The altrenative to? modeling the machine is to model the problem you're trying to solve. Early languages such as LISP and APL chose particular views of the world. PROLOG casts all problems into chins of decisions. Each of these approaches is a good solution to the?particular class of problem they're designed to solve, but when you step outside that domain they become awkward.
The Object-Oriented approach provides the programmer tools to represent elements in the problem space, thus the approach is not constrained to any particular type of problem. We refer to the elements in the problem and their representations in the solution space as "objects".For those objects, which has no problem-space analogs, the porgram is allowed to adapt itself to the lingo of the problem by adding new types of objects. Thus, OOP allows us to describe the problem in terms of problem, rather than in terms of the computer where the solution will run.

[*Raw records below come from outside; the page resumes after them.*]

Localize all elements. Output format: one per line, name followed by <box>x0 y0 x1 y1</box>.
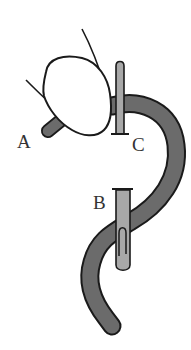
label-a: A <box>17 131 31 152</box>
instrument-b <box>116 190 130 270</box>
anatomical-diagram: A B C <box>0 0 191 350</box>
label-c: C <box>132 134 145 155</box>
label-b: B <box>93 192 106 213</box>
instrument-c <box>116 62 124 135</box>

Some designer advocate the combination of various approaches into multiparadigm programming language.
Alan Kay summarized five basic characteristics of SmallTalk, the first successful object-oriented language and one of the languages upon which Java is based.
1. Everything is an object.A class is an object, an integer is an object...everything is an object.

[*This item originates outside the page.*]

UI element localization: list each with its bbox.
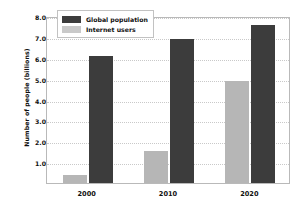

2. A program is a bunch of objects telling each other what to do by sending messages. No matter inherit or extend, or simply?instantiate another object/class, all the work is about the interraction of objects.
3.Each object has its own memory made up of other objects. "create a new object by making a package containing existing objects." To build a complex program while hiding it behind the simplicity of objects. Does this mean inheritence?Probably not.
4.Every object has a type.
5.All objects of a particular type can receive the same messages.